News from Around the Art World: April 16, 2018
Old Chicago Main Post Office receives landmark designation
The Chicago City Council recently approved the landmark designation for the Old Chicago Main Post Office. Built in phases from 1921 to 1932, the 2.3-million-square-foot structure is located on the western bank of the south branch of the Chicago River in Chicago’s Near West Side. The building’s brawny nine-and twelve-story art deco design is the work of Chicago architectural firm Graham, Anderson, Probst & White, a successor to D.H. Burnham and Company.

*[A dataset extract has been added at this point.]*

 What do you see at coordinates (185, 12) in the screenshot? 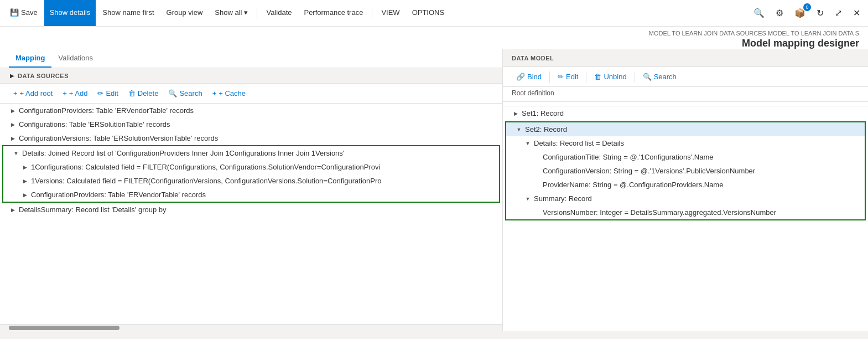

By Elizabeth Blasius, The Architects Newspaper
The FBI Has Cracked the 30-Year-Old Case of a Stolen Marc Chagall
Thirty years after it was stolen, an early Marc Chagall has been recovered by the FBI. The painting, titled Othello and Desdemona, belonged to retired jeweler and art collector Ernest “Pick” Heller and his wife Rose “Red” Heller, and was stolen from their New York apartment back in 1988, along with numerous other paintings, sculptures, and art objects including jewelry, carpets, silverware, and Steuben china.
Sarah Cascone, artnet.com
Story of Mexican art in Chicago is the story of Chicago art
There’s a kind of Zelig quality to the new “Arte Diseno Xicago” exhibition at the National Museum of Mexican Art. Its subtitle is “Mexican Inspiration from the World's Columbian Exposition to the Civil Rights Era,” and across those 80 years this eye-opening show intersects with so many key figures in Chicago art and the culture more broadly.
By Steve Johnson, Chicago Tribune
Expo Chicago Expands 2018 Talks Program and Adds Professional Forum
The Expo Chicago art fair is expanding its programming for 2018, with an off-site edition of its “/Dialogues” discussion program at the Venice Architecture Biennale in May and, at the hometown fair in September, more talks in addition to a first-time Professionals Forum to convene specialists in mind of “managing, selling, and acquiring a contemporary collection,” according to an announcement.
By Annie Armstrong, ArtNews
Louvre’s director: we are active in 75 countries
Four months after the grand inauguration of Louvre Abu Dhabi, Jean-Luc Martinez was off to Iran in March to open The Louvre in Tehran—a temporary exhibition (until 3 June). Unlike most art historians, the director of the Musée du Louvre in Paris, whose mandate was renewed for three years last week by the French president, Emmanuel Macron, does not shy away from political commitment and fully embraces the diplomatic role played by his institution.